The tropical forest canopy is one of the Earth’s underexplored frontiers. To understand how these unique environments respond to climate change a team from the Ecosystems Lab at the University of Oxford and partner institutes in Ghana gathered evidence from the treetops, finding drier forests are at greater risks.

Our natural world is facing unprecedented changes in the distribution of biodiversity – the variety of life on earth – at local and global scales. Around one million species are threatened with extinction, posing an imminent threat to the functioning of ecosystems and to human wellbeing.

In our new study, recently published in Nature Communications, we investigate if and how climate change has affected the diversity of tropical ecosystems in West Africa over the last decades. In particular, we wanted to understand if wetter and drier tropical forests responded in different ways to the same drivers of change.

For this study we conducted fieldwork in Ghana over six months. The field campaign was led by Dr Imma Oliveras and Dr Stephen Adu Bredu and coordinated by co-authors Theresa Peprah and Agne Gvozdevaite. It formed part of a global effort.  More than 25 research assistants from KNUST University and Forestry Institute of Ghana (FORIG) participated in the field campaign and were trained in the sampling techniques and scientific protocols for undertaking the research.

During the campaign we visited clusters of sample plots at three sites, stretching along a climate gradient from humid ancient rainforest through to parched try forest and savanna. We sampled leaves and branches from 299 trees. These were very long days, usually starting at 4.30 am with a group breakfast and by 6 am we would be already working in the field. We would finish the fieldwork at around 3 pm and then work in the field laboratories until 10 pm. Some of the research assistants – who were masters and undergraduate students at the time – have pursued further postgraduate studies after the experience and successfully found scholarships in Ghana, Europe and the US.

When starting this research, we expected that a drying trend would be reflected in overall diversity decreases for all tropical forests. However, we found that forest communities in drier sites experienced on average stronger declines in functional, taxonomic and phylogenetic diversity across time than forest communities in wetter areas.

This means that drier forests are transitioning towards increasingly more homogenous forest communities, diverging further from wetter forests in functional, taxonomic and phylogenetic diversity. In contrast, wetter forests showed on average increases in functional and taxonomic diversity, which could be the result of their higher atmospheric and ground water availability in comparison to that available for drier forests. Overall, climatic and soil conditions partly explained the changes in diversity and differences in responses between drier and wetter tropical forests in West African.

Stephen Adu-Bredu and Theresa Peprah from CSIR-Forestry Research Institute of Ghana, described that some of the most challenging things to do during the fieldwork were waking up daily at 3am in order to get to the field around 4am for predawn water potential measurements, as well as climbing of the trees at this hour of the day. They say: ‘The dry season CO2 exchange measurement was difficult and frustrating. One can spend over an hour or even a day on a single leaf, and the measurements are to be carried on three leaves per branch, as the protocol demands.’

Dr Imma Oliveras, senior study author and Deputy Programme Leader on Ecosystems at the Environmental Change Institute, University of Oxford, reflects on the field campaign: ‘To me this field campaign was an incredible enriching experience. These were busy days of knowledge exchange. I would be training local students on scientific methodologies, and they were teaching me about the local flora as well as about the local forests and of the Ghanaian culture and traditions.

‘Some forests had taboo days in which we were not allowed to go to the forest and we would use for catching up on lab work. We would also exchange knowledge in other aspects, such as cuisine.  I learned to make fufu and I taught them to cook Spanish omelets. Scientifically, I enjoyed training the research assistants in both data collection, data curing and data analyses, and most participants are now co-authors of other related research.’

 In our study we did not assess on how diversity changes affect ecosystem functioning. However, there is ample evidence showing that decreases in functional, taxonomic and phylogenetic diversity could cause loss of forest functions, such as resources uptake, cycling and biomass production and resilience to a changing climate. Therefore, the ecosystem functions of communities that show decreases across all three facets of diversity could be especially vulnerable under a drying climate.

Overall, our study found that drier forest communities have undergone biodiversity homogenisation due to a warming and drying climate, which could ultimately have negative impacts not only on the functioning of ecosystems but also on their contribution to people’s wellbeing and livelihoods.

The work was funded through a European Research Council Advanced Investigator Grant to Prof Yadvinder Malhi, coupled with a Royal Society Africa Capacity Building Award. The transects of field sites where this work was conducted were established with the support of a NERC Standard Grant.

By Jesús Aguirre Gutiérrez, researcher at the Environmental Change Institute, School of Geography and the Environment, University of Oxford, and the Naturalis Biodiversity Centre, The Netherlands.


Using the data below, copy out all lines with the word "troposphere".

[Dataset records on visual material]
+===+

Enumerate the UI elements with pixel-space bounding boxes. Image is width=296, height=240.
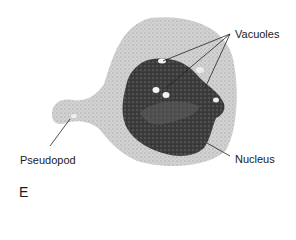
pseudopod-label: Pseudopod xyxy=(20,155,76,166)
vacuoles-label: Vacuoles xyxy=(235,29,279,40)
vacuole xyxy=(153,87,160,93)
vacuole xyxy=(71,114,77,118)
nucleus-label: Nucleus xyxy=(235,154,275,165)
vacuole xyxy=(196,67,204,73)
vacuole xyxy=(158,59,166,64)
panel-letter: E xyxy=(19,185,28,199)
vacuole xyxy=(163,92,170,98)
vacuole xyxy=(213,98,219,103)
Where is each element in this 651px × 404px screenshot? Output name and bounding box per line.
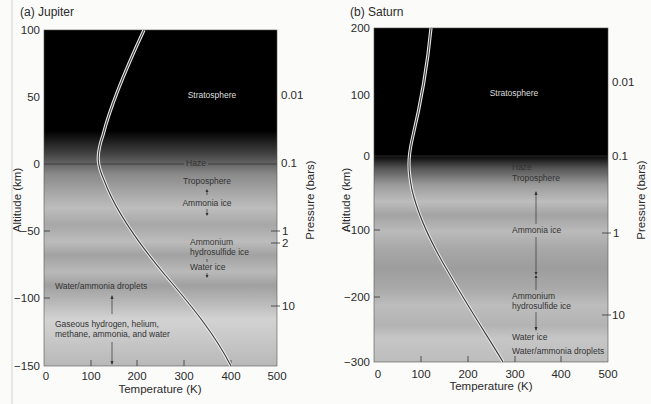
svg-text:0: 0	[364, 150, 370, 162]
saturn-pressure-axis-title: Pressure (bars)	[635, 160, 647, 239]
svg-text:500: 500	[598, 368, 617, 380]
label-troposphere: Troposphere	[183, 176, 231, 186]
svg-text:−150: −150	[14, 360, 40, 372]
svg-text:200: 200	[127, 370, 146, 382]
jupiter-pressure-axis-title: Pressure (bars)	[304, 160, 316, 239]
svg-text:0.01: 0.01	[612, 76, 634, 88]
svg-text:400: 400	[551, 368, 570, 380]
svg-text:500: 500	[267, 370, 286, 382]
svg-text:−200: −200	[344, 291, 370, 303]
label-ammonia-ice: Ammonia ice	[512, 225, 561, 235]
svg-text:400: 400	[221, 370, 240, 382]
saturn-x-axis-title: Temperature (K)	[449, 380, 532, 392]
label-haze: Haze	[186, 158, 206, 168]
label-hydrosulfide-ice: hydrosulfide ice	[190, 247, 249, 257]
svg-text:100: 100	[81, 370, 100, 382]
label-troposphere: Troposphere	[512, 173, 560, 183]
svg-text:−50: −50	[20, 225, 40, 237]
jupiter-x-axis-title: Temperature (K)	[118, 383, 201, 395]
svg-text:0.1: 0.1	[281, 157, 297, 169]
label-water-ice: Water ice	[512, 332, 548, 342]
label-gaseous-1: Gaseous hydrogen, helium,	[55, 319, 159, 329]
jupiter-title: (a) Jupiter	[20, 5, 74, 19]
saturn-y-axis-title: Altitude (km)	[340, 168, 352, 233]
jupiter-plot-area	[44, 30, 277, 366]
label-water-ammonia-droplets: Water/ammonia droplets	[55, 281, 147, 291]
svg-text:0: 0	[43, 370, 49, 382]
svg-text:−300: −300	[344, 356, 370, 368]
label-hydrosulfide-ice: hydrosulfide ice	[512, 301, 571, 311]
figure: (a) Jupiter 100 50 0 −50 −100 −150 0 100…	[0, 0, 651, 404]
label-gaseous-2: methane, ammonia, and water	[55, 329, 170, 339]
svg-text:200: 200	[351, 22, 370, 34]
saturn-title: (b) Saturn	[350, 5, 403, 19]
svg-text:0: 0	[375, 368, 381, 380]
svg-text:10: 10	[612, 309, 625, 321]
saturn-plot-area	[374, 28, 608, 362]
saturn-panel: (b) Saturn 200 100 0 −100 −200 −300 0 10…	[340, 5, 647, 392]
label-water-ice: Water ice	[190, 262, 226, 272]
svg-text:200: 200	[458, 368, 477, 380]
svg-text:0: 0	[34, 158, 40, 170]
svg-text:1: 1	[613, 227, 619, 239]
svg-text:100: 100	[411, 368, 430, 380]
svg-text:2: 2	[282, 237, 288, 249]
label-stratosphere: Stratosphere	[188, 90, 237, 100]
label-haze: Haze	[512, 162, 532, 172]
svg-text:0.1: 0.1	[612, 150, 628, 162]
jupiter-panel: (a) Jupiter 100 50 0 −50 −100 −150 0 100…	[11, 5, 316, 395]
label-ammonium: Ammonium	[190, 237, 233, 247]
svg-text:0.01: 0.01	[281, 89, 303, 101]
svg-text:100: 100	[21, 24, 40, 36]
label-ammonia-ice: Ammonia ice	[182, 198, 231, 208]
label-stratosphere: Stratosphere	[490, 88, 539, 98]
svg-text:300: 300	[174, 370, 193, 382]
svg-text:−100: −100	[14, 292, 40, 304]
label-ammonium: Ammonium	[512, 291, 555, 301]
svg-text:10: 10	[282, 300, 295, 312]
svg-text:300: 300	[505, 368, 524, 380]
svg-text:100: 100	[351, 89, 370, 101]
svg-text:50: 50	[27, 91, 40, 103]
label-water-ammonia-droplets: Water/ammonia droplets	[512, 346, 604, 356]
jupiter-y-axis-title: Altitude (km)	[11, 168, 23, 233]
svg-text:1: 1	[282, 225, 288, 237]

+===+

:: Reply to the exercise ::
label-troposphere: Troposphere	[183, 176, 231, 186]
label-troposphere: Troposphere	[512, 173, 560, 183]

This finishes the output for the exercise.